A Pulitzer Prize-winning, #1 New York Times bestseller, Angela's Ashes is Frank McCourt's masterful memoir of his childhood in Ireland.

"When I look back on my childhood I wonder how I managed to survive at all. It was, of course, a miserable childhood: the happy childhood is hardly worth your while. Worse than the ordinary miserable childhood is the miserable Irish childhood, and worse yet is the miserable Irish Catholic childhood."

So begins the luminous memoir of Frank McCourt, born in Depression-era Brooklyn to recent Irish immigrants and raised in the slums of Limerick, Ireland. Frank's mother, Angela, has no money to feed the children since Frank's father, Malachy, rarely works, and when he does he drinks his wages. Yet Malachy-exasperating, irresponsible, and beguiling-does nurture in Frank an appetite for the one thing he can provide: a story. Frank lives for his father's tales of Cuchulain, who saved Ireland, and of the Angel on the Seventh Step, who brings his mother babies.

Perhaps it is story that accounts for Frank's survival.

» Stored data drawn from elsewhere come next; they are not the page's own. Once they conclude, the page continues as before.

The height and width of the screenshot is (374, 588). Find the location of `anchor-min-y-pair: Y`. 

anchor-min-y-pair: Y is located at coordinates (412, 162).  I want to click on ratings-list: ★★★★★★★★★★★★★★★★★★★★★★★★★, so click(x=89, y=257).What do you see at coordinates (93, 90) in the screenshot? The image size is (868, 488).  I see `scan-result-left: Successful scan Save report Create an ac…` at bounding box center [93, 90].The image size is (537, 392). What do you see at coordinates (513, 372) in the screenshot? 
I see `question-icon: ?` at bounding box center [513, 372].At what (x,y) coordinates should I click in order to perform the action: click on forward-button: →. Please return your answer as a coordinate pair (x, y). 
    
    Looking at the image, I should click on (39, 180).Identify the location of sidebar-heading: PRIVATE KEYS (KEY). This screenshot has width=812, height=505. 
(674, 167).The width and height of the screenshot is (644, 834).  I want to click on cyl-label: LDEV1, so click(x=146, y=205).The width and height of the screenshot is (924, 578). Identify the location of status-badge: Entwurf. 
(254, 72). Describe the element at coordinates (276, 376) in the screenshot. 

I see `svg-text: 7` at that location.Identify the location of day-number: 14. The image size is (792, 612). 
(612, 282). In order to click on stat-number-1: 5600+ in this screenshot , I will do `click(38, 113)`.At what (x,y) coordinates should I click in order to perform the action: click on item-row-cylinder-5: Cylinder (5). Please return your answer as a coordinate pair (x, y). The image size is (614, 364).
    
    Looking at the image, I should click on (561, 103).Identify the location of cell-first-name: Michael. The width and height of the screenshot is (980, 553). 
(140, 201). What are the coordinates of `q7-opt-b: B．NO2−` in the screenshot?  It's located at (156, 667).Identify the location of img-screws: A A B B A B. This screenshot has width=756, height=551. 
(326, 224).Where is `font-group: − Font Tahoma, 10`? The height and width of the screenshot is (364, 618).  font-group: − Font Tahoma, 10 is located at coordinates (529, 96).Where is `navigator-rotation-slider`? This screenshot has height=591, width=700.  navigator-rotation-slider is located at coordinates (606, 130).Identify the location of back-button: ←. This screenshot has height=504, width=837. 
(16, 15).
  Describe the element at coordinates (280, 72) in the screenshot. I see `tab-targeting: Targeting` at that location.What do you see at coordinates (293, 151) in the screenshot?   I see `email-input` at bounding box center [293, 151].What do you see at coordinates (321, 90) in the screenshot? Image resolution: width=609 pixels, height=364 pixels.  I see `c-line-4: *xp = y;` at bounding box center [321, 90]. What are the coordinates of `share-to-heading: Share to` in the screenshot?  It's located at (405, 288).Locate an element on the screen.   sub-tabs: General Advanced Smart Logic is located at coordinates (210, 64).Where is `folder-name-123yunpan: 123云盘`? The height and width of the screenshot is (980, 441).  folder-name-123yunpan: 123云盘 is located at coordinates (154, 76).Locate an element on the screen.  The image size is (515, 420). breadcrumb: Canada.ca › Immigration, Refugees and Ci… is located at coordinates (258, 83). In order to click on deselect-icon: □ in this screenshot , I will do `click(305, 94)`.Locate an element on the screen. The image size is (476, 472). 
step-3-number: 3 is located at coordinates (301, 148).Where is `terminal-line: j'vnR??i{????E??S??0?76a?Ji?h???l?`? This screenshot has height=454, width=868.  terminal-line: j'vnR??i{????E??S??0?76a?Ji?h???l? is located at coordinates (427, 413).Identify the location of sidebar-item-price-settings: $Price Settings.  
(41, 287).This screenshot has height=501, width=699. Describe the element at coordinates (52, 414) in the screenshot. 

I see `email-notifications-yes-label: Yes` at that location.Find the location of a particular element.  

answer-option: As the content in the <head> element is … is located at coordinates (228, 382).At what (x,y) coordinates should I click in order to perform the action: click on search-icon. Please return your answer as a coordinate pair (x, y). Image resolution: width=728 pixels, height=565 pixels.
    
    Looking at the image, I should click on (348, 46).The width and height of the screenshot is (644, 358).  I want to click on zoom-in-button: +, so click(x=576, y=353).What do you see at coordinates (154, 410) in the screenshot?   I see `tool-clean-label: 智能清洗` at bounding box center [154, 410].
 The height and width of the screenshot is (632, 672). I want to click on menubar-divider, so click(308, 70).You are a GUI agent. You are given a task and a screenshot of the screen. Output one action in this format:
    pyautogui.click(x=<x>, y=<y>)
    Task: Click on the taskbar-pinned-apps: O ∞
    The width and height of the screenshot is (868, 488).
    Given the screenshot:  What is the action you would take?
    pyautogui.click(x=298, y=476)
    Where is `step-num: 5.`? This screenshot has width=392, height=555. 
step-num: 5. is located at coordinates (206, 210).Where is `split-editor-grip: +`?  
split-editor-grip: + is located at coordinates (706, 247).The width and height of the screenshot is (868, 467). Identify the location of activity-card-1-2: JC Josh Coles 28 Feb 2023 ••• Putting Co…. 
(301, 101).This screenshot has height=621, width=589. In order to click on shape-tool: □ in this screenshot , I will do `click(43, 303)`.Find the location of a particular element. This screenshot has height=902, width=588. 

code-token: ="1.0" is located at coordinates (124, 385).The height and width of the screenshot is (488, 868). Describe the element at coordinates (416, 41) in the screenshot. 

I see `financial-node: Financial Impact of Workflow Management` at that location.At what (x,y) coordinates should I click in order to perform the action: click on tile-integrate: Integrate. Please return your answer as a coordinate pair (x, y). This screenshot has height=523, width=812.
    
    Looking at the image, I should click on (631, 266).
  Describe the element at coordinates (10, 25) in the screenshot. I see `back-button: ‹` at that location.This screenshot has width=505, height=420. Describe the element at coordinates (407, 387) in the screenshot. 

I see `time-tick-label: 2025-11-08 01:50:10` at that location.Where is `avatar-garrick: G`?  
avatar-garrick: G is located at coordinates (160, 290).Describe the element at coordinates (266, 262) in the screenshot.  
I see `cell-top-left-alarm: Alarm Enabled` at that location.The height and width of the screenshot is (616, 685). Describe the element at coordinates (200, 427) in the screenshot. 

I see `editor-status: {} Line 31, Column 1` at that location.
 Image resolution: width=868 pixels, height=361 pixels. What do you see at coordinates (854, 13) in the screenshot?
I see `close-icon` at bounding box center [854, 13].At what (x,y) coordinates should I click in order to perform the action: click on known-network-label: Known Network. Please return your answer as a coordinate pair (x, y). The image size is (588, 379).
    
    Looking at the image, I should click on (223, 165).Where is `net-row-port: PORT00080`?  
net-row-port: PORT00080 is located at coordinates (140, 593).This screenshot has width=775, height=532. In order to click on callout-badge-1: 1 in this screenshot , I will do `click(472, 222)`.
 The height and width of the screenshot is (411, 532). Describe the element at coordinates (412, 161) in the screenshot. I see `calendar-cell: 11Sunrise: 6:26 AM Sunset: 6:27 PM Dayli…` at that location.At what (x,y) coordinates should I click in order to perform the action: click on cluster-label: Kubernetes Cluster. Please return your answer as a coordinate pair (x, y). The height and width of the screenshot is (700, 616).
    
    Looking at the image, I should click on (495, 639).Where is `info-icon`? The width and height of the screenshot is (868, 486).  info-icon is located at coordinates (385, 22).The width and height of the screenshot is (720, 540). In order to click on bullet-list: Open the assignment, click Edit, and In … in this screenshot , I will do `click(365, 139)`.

Wearing rags for diapers, begging a pig's head for Christmas dinner and gathering coal from the roadside to light a fire, Frank endures poverty, near-starvation and the casual cruelty of relatives and neighbors-yet lives to tell his tale with eloquence, exuberance, and remarkable forgiveness.

Angela's Ashes, imbued on every page with Frank McCourt's astounding humor and compassion, is a glorious book that bears all the marks of a classic.

Ratings (87)

Incredible (14)
Loved It (43)
Liked It (19)
It Was OK (7)
Did Not Like (4)

Reader Stats (143):

Read It (89)
Currently Reading (1)
Want To Read (37)
Did Not Finish (2)
Not Interested (14)

2 comment(s)

Loved It
1 week

Well this was depressing and heartbreaking, need to cuddle up with a teddy bear and chocolate after this... But it didn't change the fact that I found this book to be very interesting and fascinating, to be able to see how horrid people can have in the childhood yet rise from it.

 
Loved It
3 months

Wonderful memoir about growing up impoverished in Ireland and then immigrating to the US

 

About the Author:

Frank McCourt (1930-2009) was born in Brooklyn, New York, to Irish immigrant parents, grew up in Limerick, Ireland, and returned to America in 1949. For thirty years he taught in New York City high schools. His first book, Angela's Ashes, won the Pulitzer Prize, the National Book Critics Circle Award, and the Los Angeles Times Book Award. In 2006, he won the prestigious Ellis Island Family Heritage Award for Exemplary Service in the Field of the Arts and the United Federation of Teachers John Dewey Award for Excellence in Education.